Results and Analysis Figure 1. Voltage drop across a segment of wire Figure 2. Voltage drop across wire 1. (
D
V vs. I) Figure 3. Voltage drop across wire 2. (
D
V vs. I)
Figure 4. Voltage drop across wire 3. (
D
V vs. I) Table 1
: Properties for each wire Property Wire 1 Wire 2 Wire 3 R [
W
] 15.9605 ±
0.07867 9.66631 ±
0.05026 6.11369 ±
0.03947 d [m] 0.00025 ±
5x10
-6
0.00032 ±
5x10
-6
0.0004 ±
5x10
-6
l [m] 0.7 ±
5x10
-4
0.7 ±
5x10
-4
0.7 ±
5x10
-4
r
[
W
*m] 111.922x10
-8
±
4.51x10
-8
111.06x10
-8
±
3.52x10
-8
109.75x10
-8
±
2.83x10
-8
The three wires are Nichrome (NiCr or nickel-chromium) an alloy of nickel, chromium and often iron. 4.
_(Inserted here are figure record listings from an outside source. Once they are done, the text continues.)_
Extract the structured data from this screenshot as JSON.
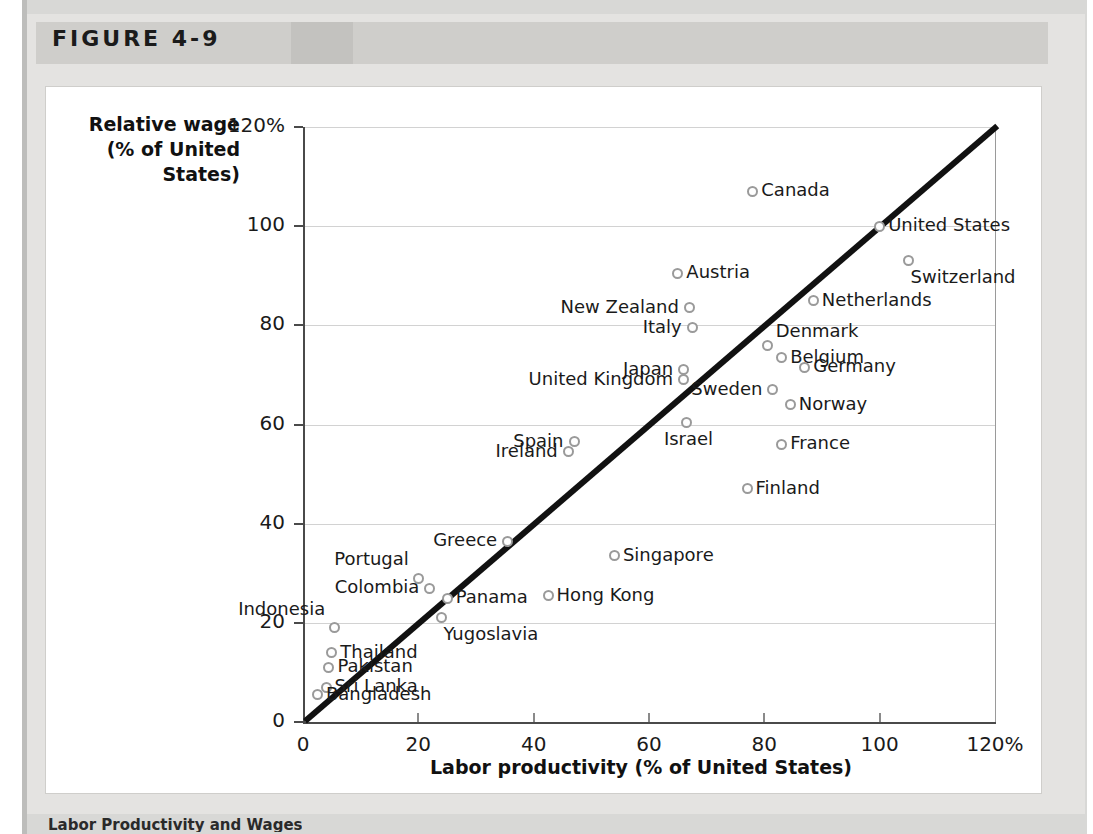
{
  "figure": {
    "label": "FIGURE 4-9",
    "caption": "Labor Productivity and Wages"
  },
  "chart_data": {
    "type": "scatter",
    "title": "",
    "xlabel": "Labor productivity (% of United States)",
    "ylabel": "Relative wage (% of United States)",
    "xlim": [
      0,
      120
    ],
    "ylim": [
      0,
      120
    ],
    "xticks": [
      "0",
      "20",
      "40",
      "60",
      "80",
      "100",
      "120%"
    ],
    "xtick_values": [
      0,
      20,
      40,
      60,
      80,
      100,
      120
    ],
    "yticks": [
      "0",
      "20",
      "40",
      "60",
      "80",
      "100",
      "120%"
    ],
    "ytick_values": [
      0,
      20,
      40,
      60,
      80,
      100,
      120
    ],
    "grid": true,
    "legend": "none",
    "reference_line": {
      "name": "45-degree line",
      "from": [
        0,
        0
      ],
      "to": [
        120,
        120
      ]
    },
    "points": [
      {
        "name": "Canada",
        "x": 78.0,
        "y": 107.0,
        "label_side": "right"
      },
      {
        "name": "United States",
        "x": 100.0,
        "y": 100.0,
        "label_side": "right"
      },
      {
        "name": "Switzerland",
        "x": 105.0,
        "y": 93.0,
        "label_side": "below-right"
      },
      {
        "name": "Austria",
        "x": 65.0,
        "y": 90.5,
        "label_side": "right"
      },
      {
        "name": "Netherlands",
        "x": 88.5,
        "y": 85.0,
        "label_side": "right"
      },
      {
        "name": "New Zealand",
        "x": 67.0,
        "y": 83.5,
        "label_side": "left"
      },
      {
        "name": "Italy",
        "x": 67.5,
        "y": 79.5,
        "label_side": "left"
      },
      {
        "name": "Denmark",
        "x": 80.5,
        "y": 76.0,
        "label_side": "above-right"
      },
      {
        "name": "Belgium",
        "x": 83.0,
        "y": 73.5,
        "label_side": "right"
      },
      {
        "name": "Germany",
        "x": 87.0,
        "y": 71.5,
        "label_side": "right"
      },
      {
        "name": "Japan",
        "x": 66.0,
        "y": 71.0,
        "label_side": "left"
      },
      {
        "name": "United Kingdom",
        "x": 66.0,
        "y": 69.0,
        "label_side": "left"
      },
      {
        "name": "Sweden",
        "x": 81.5,
        "y": 67.0,
        "label_side": "left"
      },
      {
        "name": "Norway",
        "x": 84.5,
        "y": 64.0,
        "label_side": "right"
      },
      {
        "name": "Israel",
        "x": 66.5,
        "y": 60.5,
        "label_side": "below"
      },
      {
        "name": "Spain",
        "x": 47.0,
        "y": 56.5,
        "label_side": "left"
      },
      {
        "name": "France",
        "x": 83.0,
        "y": 56.0,
        "label_side": "right"
      },
      {
        "name": "Ireland",
        "x": 46.0,
        "y": 54.5,
        "label_side": "left"
      },
      {
        "name": "Finland",
        "x": 77.0,
        "y": 47.0,
        "label_side": "right"
      },
      {
        "name": "Greece",
        "x": 35.5,
        "y": 36.5,
        "label_side": "left"
      },
      {
        "name": "Singapore",
        "x": 54.0,
        "y": 33.5,
        "label_side": "right"
      },
      {
        "name": "Portugal",
        "x": 20.0,
        "y": 29.0,
        "label_side": "above-left"
      },
      {
        "name": "Colombia",
        "x": 22.0,
        "y": 27.0,
        "label_side": "left"
      },
      {
        "name": "Panama",
        "x": 25.0,
        "y": 25.0,
        "label_side": "right"
      },
      {
        "name": "Hong Kong",
        "x": 42.5,
        "y": 25.5,
        "label_side": "right"
      },
      {
        "name": "Yugoslavia",
        "x": 24.0,
        "y": 21.0,
        "label_side": "below-right"
      },
      {
        "name": "Indonesia",
        "x": 5.5,
        "y": 19.0,
        "label_side": "above-left"
      },
      {
        "name": "Thailand",
        "x": 5.0,
        "y": 14.0,
        "label_side": "right"
      },
      {
        "name": "Pakistan",
        "x": 4.5,
        "y": 11.0,
        "label_side": "right"
      },
      {
        "name": "Sri Lanka",
        "x": 4.0,
        "y": 7.0,
        "label_side": "right"
      },
      {
        "name": "Bangladesh",
        "x": 2.5,
        "y": 5.5,
        "label_side": "right"
      }
    ]
  },
  "colors": {
    "marker_stroke": "#9a9a9a",
    "line": "#111111",
    "grid": "#d2d2d2",
    "panel_background": "#e4e3e1",
    "header_background": "#cfcecb",
    "card_background": "#ffffff"
  }
}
Conclusions There are two different relationships examined in this lab, and two sets of conclusions to be made. In the first part of the procedure voltage (V) was measured against distance. The data clearly shows a linear relationship between the two. As the distance increased from the negative node (decreased from the positive node), the voltage measured increased. It can be concluded that the greater the distance between where Voltage is measured and the positive node of its voltage source, the greater the loss of voltage. In other words, the smaller the distance, the more voltage conserved. From the calculated average resistivity of each data point, it was determined that the material of the wire was Nichrome for all three wires. Nichrome is a non-magnetic alloy that is commonly composed of 80% nickel and 20% chromium and has a resistivity of approximately 110 x 10
-8
[
W
*m]. Although the length of the wire varied throughout the experiment, it was concluded that the resistance of the material stayed the same, thus proving that resistivity is a constant. The data collected demonstrates that current and potential difference or voltage must be proportional to each other. Although not all the resistances equaled out to be the exact same, it can be concluded that error when calculating the diameter, length, or perhaps the interval between the data points weren’t always collected with complete accuracy. Regardless of the errors that may have been made during data collection, all three wires were shown to follow Ohm’s Law.